Monday, May 22, 2017

Racketeer Trump

[W]hat I’ve been focused on in recent months are a series of business ventures over the last couple decades – either involving President Trump or his close associates – which seemed to rely on capital from people from the former Soviet Union or recent emigres from those countries. Trump himself, Felix Sater, Michael Cohen and many others figure into this as well as Manafort, Trump’s children, the Kushners and still others. My interest of course is to understand the roots of Trump’s affinity with the post-Soviet oligarch world and whatever financial ties or dependence he has on it. But even if you take the Russia/former Soviet Union connection with its geopolitical dynamics out of the equation, you simply can’t read over these deals and not see that Trump and his crew just play way out on the outer fringe of legality at best. At best. People who have done or subsequently did time in the US or other countries repeatedly appear in the picture. So do people from organized crime. A lot.

  Josh Marshall
I have a feeling that these kinds of dealings are what are going to hang him in the end. He can weasel out of Russian collusion to win the election, I think. But casinos, Miami real estate deals, money laundering and racketeering involve characters who have no scruples and don't mind ratting on somebody else to save their own necks.
One thing you find looking through Trump’s history is that after his fall from financial grace a quarter century ago this pattern seemed to become part of the business model. Cut off from capital from the big banks and most people interested in not losing their money, he had to do business with people with decidedly sketchier reputations. Those people, often looking for places to park wealth in real estate, had to accept much higher levels of risk than people with clean reputations. That seemed to lead them to Trump.

[...]

Trump operates with a seemingly almost total disregard for rule-following or even a lot of elementary record keeping. So on top of substantively shady deals things are executed in really slapdash and hazard ways. In other words, the Trump Organization sounds a lot like the Trump White House.

[...]

[E]ven with a basic investigative reporting background, you can’t work through even part of Trump’s business history without finding numerous ventures that look like they would not survive first contact with real prosecutorial scrutiny. A key element, perhaps the key element, of the counter-intelligence probe is examining the financial ties between Trump, members of his entourage and people from the Russian business and intelligence worlds. So a close examination of those ventures isn’t some fishing expedition. It’s at the heart of the investigation.
...but hey, do what you want...you will anyway.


### WHAT IS EXPECTED:
The following data needs to be repeated exactly, with all images excluded.

### EXCERPTED DATA:

- Opening Delimiter -

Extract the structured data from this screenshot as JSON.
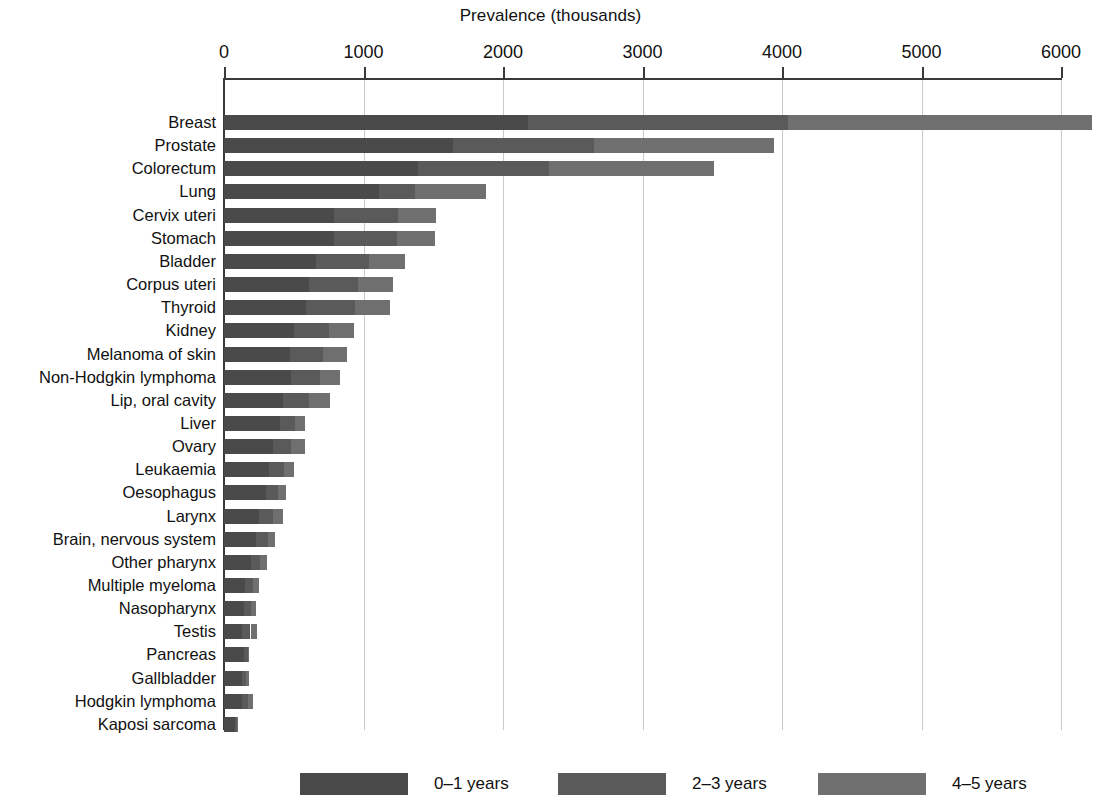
{
  "chart_data": {
    "type": "bar",
    "orientation": "horizontal",
    "stacked": true,
    "title": "Prevalence (thousands)",
    "xlabel": "Prevalence (thousands)",
    "ylabel": "",
    "xlim": [
      0,
      6250
    ],
    "xticks": [
      0,
      1000,
      2000,
      3000,
      4000,
      5000,
      6000
    ],
    "xtick_labels": [
      "0",
      "1000",
      "2000",
      "3000",
      "4000",
      "5000",
      "6000"
    ],
    "grid": "vertical",
    "legend_position": "bottom",
    "legend": [
      "0–1 years",
      "2–3 years",
      "4–5 years"
    ],
    "categories": [
      "Breast",
      "Prostate",
      "Colorectum",
      "Lung",
      "Cervix uteri",
      "Stomach",
      "Bladder",
      "Corpus uteri",
      "Thyroid",
      "Kidney",
      "Melanoma of skin",
      "Non-Hodgkin lymphoma",
      "Lip, oral cavity",
      "Liver",
      "Ovary",
      "Leukaemia",
      "Oesophagus",
      "Larynx",
      "Brain, nervous system",
      "Other pharynx",
      "Multiple myeloma",
      "Nasopharynx",
      "Testis",
      "Pancreas",
      "Gallbladder",
      "Hodgkin lymphoma",
      "Kaposi sarcoma"
    ],
    "series": [
      {
        "name": "0–1 years",
        "color": "#4a4a4a",
        "values": [
          2180,
          1640,
          1390,
          1110,
          790,
          790,
          660,
          610,
          590,
          500,
          470,
          480,
          420,
          400,
          350,
          320,
          300,
          250,
          230,
          190,
          150,
          140,
          130,
          145,
          130,
          130,
          80
        ]
      },
      {
        "name": "2–3 years",
        "color": "#5a5a5a",
        "values": [
          1860,
          1010,
          940,
          260,
          460,
          450,
          380,
          350,
          350,
          250,
          240,
          210,
          190,
          110,
          130,
          110,
          90,
          100,
          85,
          65,
          60,
          55,
          60,
          25,
          30,
          45,
          10
        ]
      },
      {
        "name": "4–5 years",
        "color": "#6f6f6f",
        "values": [
          2180,
          1290,
          1180,
          510,
          270,
          270,
          260,
          250,
          250,
          180,
          170,
          140,
          150,
          70,
          100,
          75,
          55,
          75,
          50,
          50,
          40,
          35,
          45,
          10,
          20,
          30,
          5
        ]
      },
      {
        "name": "total",
        "color": "",
        "values": [
          6220,
          3940,
          3510,
          1880,
          1520,
          1510,
          1300,
          1210,
          1190,
          930,
          880,
          830,
          760,
          580,
          580,
          505,
          445,
          425,
          365,
          305,
          250,
          230,
          235,
          180,
          180,
          205,
          95
        ]
      }
    ]
  },
  "axis": {
    "x_zero_px": 224,
    "px_per_1000": 139.5
  },
  "legend_items": [
    {
      "label": "0–1 years",
      "class": "s0",
      "left": 300
    },
    {
      "label": "2–3 years",
      "class": "s1",
      "left": 558
    },
    {
      "label": "4–5 years",
      "class": "s2",
      "left": 818
    }
  ]
}
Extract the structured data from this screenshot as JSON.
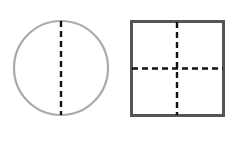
{
  "diagram": {
    "shapes": [
      {
        "type": "circle",
        "stroke": "#aaaaaa",
        "symmetry_lines": 1
      },
      {
        "type": "square",
        "stroke": "#555555",
        "symmetry_lines": 2
      }
    ],
    "dash_color": "#111111"
  }
}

- Closing Delimiter -

### RESULT FOR THIS EXERCISE:
Extract the structured data from this screenshot as JSON.
{
  "chart_data": {
    "type": "bar",
    "orientation": "horizontal",
    "stacked": true,
    "title": "Prevalence (thousands)",
    "xlabel": "Prevalence (thousands)",
    "ylabel": "",
    "xlim": [
      0,
      6250
    ],
    "xticks": [
      0,
      1000,
      2000,
      3000,
      4000,
      5000,
      6000
    ],
    "xtick_labels": [
      "0",
      "1000",
      "2000",
      "3000",
      "4000",
      "5000",
      "6000"
    ],
    "grid": "vertical",
    "legend_position": "bottom",
    "legend": [
      "0–1 years",
      "2–3 years",
      "4–5 years"
    ],
    "categories": [
      "Breast",
      "Prostate",
      "Colorectum",
      "Lung",
      "Cervix uteri",
      "Stomach",
      "Bladder",
      "Corpus uteri",
      "Thyroid",
      "Kidney",
      "Melanoma of skin",
      "Non-Hodgkin lymphoma",
      "Lip, oral cavity",
      "Liver",
      "Ovary",
      "Leukaemia",
      "Oesophagus",
      "Larynx",
      "Brain, nervous system",
      "Other pharynx",
      "Multiple myeloma",
      "Nasopharynx",
      "Testis",
      "Pancreas",
      "Gallbladder",
      "Hodgkin lymphoma",
      "Kaposi sarcoma"
    ],
    "series": [
      {
        "name": "0–1 years",
        "color": "#4a4a4a",
        "values": [
          2180,
          1640,
          1390,
          1110,
          790,
          790,
          660,
          610,
          590,
          500,
          470,
          480,
          420,
          400,
          350,
          320,
          300,
          250,
          230,
          190,
          150,
          140,
          130,
          145,
          130,
          130,
          80
        ]
      },
      {
        "name": "2–3 years",
        "color": "#5a5a5a",
        "values": [
          1860,
          1010,
          940,
          260,
          460,
          450,
          380,
          350,
          350,
          250,
          240,
          210,
          190,
          110,
          130,
          110,
          90,
          100,
          85,
          65,
          60,
          55,
          60,
          25,
          30,
          45,
          10
        ]
      },
      {
        "name": "4–5 years",
        "color": "#6f6f6f",
        "values": [
          2180,
          1290,
          1180,
          510,
          270,
          270,
          260,
          250,
          250,
          180,
          170,
          140,
          150,
          70,
          100,
          75,
          55,
          75,
          50,
          50,
          40,
          35,
          45,
          10,
          20,
          30,
          5
        ]
      },
      {
        "name": "total",
        "color": "",
        "values": [
          6220,
          3940,
          3510,
          1880,
          1520,
          1510,
          1300,
          1210,
          1190,
          930,
          880,
          830,
          760,
          580,
          580,
          505,
          445,
          425,
          365,
          305,
          250,
          230,
          235,
          180,
          180,
          205,
          95
        ]
      }
    ]
  },
  "axis": {
    "x_zero_px": 224,
    "px_per_1000": 139.5
  },
  "legend_items": [
    {
      "label": "0–1 years",
      "class": "s0",
      "left": 300
    },
    {
      "label": "2–3 years",
      "class": "s1",
      "left": 558
    },
    {
      "label": "4–5 years",
      "class": "s2",
      "left": 818
    }
  ]
}
Extract the structured data from this screenshot as JSON.
{
  "diagram": {
    "shapes": [
      {
        "type": "circle",
        "stroke": "#aaaaaa",
        "symmetry_lines": 1
      },
      {
        "type": "square",
        "stroke": "#555555",
        "symmetry_lines": 2
      }
    ],
    "dash_color": "#111111"
  }
}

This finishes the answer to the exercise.